"Where Wall Street and Main Street Collide--Literally" by Craig LeMoult and Patty Murray, focused not on any underlying issues driving the current Wall Street financial crisis, or the regulatory oversight (or lack thereof) contributing to the seizing up of credit markets. No, LeMoult and Murray prepared for their five minute spot on Friday night by searching out over 70 communities where these two street names literally intersected.
The story featured two communities--Bridgeport, CT and Green Bay, WI--and people encountered in areas where the twain of Wall Street and Main Street met in these communities.
It appears to me that the reporters have imbibed much of what passes for conventional wisdom among hip, urban professionals like LeMoult and Murray. Here's how it goes for their demographic. The country is in bad shape. The last eight years and in particular, the Bush administration, has been the primary cause agent of the downward spiral of the economy. Simplistically, all we need to fix it is to vote for the man that causes legs to tingle, the man of hope, The Messiah, Barry Obama. Why the hell else would NPR devote the resources and energy to a story that provides nothing towards understanding the underlying issues of the economic crisis? At one time, NPR was a place where stories and issues were delved into, providing one venue where investigative journalism still took place. Now, its just another outlet that tries too hard to be trendy, rather than newsworthy.
I'm pulling one quote out from the piece that to me illustrates how the man (or woman) on the street is entirely clueless about the issues, possibly because newspapers, public radio, as well as mainstream television and cable news outlets provide little that helps most Americans contextualize current events.
The journalists from NPR spoke with a newspaper peddler, in Bridgeport, a man named Paul Conway, selling newspapers with a headline that proclaimed, "Senate OKs Bailout."
Conway's response was telling. Conway, who self-identified as a "lower-class person," typically revealed a general lack of understanding about the U.S. tax system, and illustrated the class divide common among many similar Americans.
"The lower class is getting hurt all the time," he says. "Actually, I'm
going to take that back. I'm going to take a step back, sir. The middle class is
getting hurt. Because the rich people don't pay taxes. And I shouldn't be
sounding prejudiced for the lower-class people — I'm a lower-class person. They
get benefits. And it's the middle-class people that get stuck in the middle —
that are paying all the taxes and paying the brunt of it for everybody."
Conway's belief that the "rich don't pay taxes" is problematic, because in fact, the richest one percent of Americans earn 19 percent of the wealth and pay 37 percent of the taxes.
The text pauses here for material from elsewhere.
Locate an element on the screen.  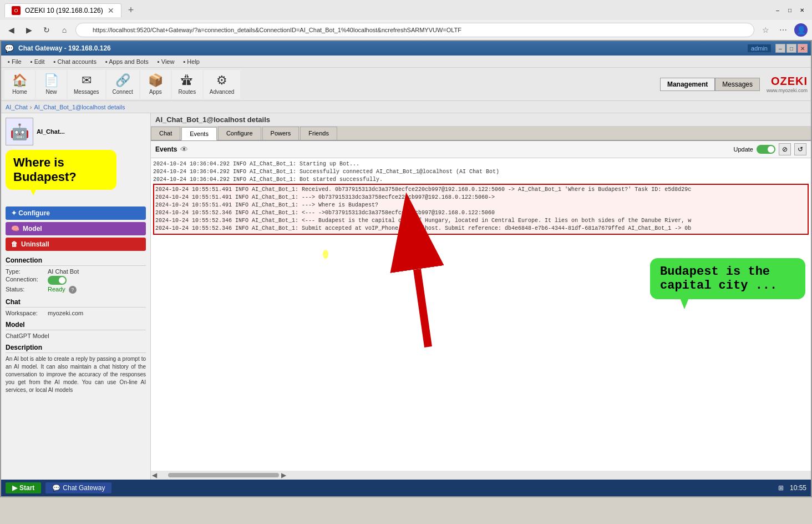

The top 10 percent of income earners pay 68 percent of the taxes, while the bottom 50 percent of income earners earn 13 percent of the total wealth and pay three percent of all taxes.
What I found most interesting was that all the people that LeMoult and Murray spoke to had no problem with the bailout, just that the bloated amount was going to the "wrong" members of society--the Wall Street bankers--rather than to them.
Could the obvious belief among the subjects of this feature that they're all powerless to change their personal paths, and the world they live in, have a connection to how most reporters and media perpetuate the myth that government is the solution to all of their problems?
1 comment:
One would have to wonder how the concept for this story was conceived...a bunch of hipsters drinking a late afternoon latte? It's rather "magical thinking" or perhaps "creative writing." I'm surprised no one has been writing numerology articles about what the drops in the Dow mean. Much of this type of thinking, IMHO, comes from an oversimplification of "Blinks" and "Tipping Points." Or shall we say "trendy thinking" versus critical thinking.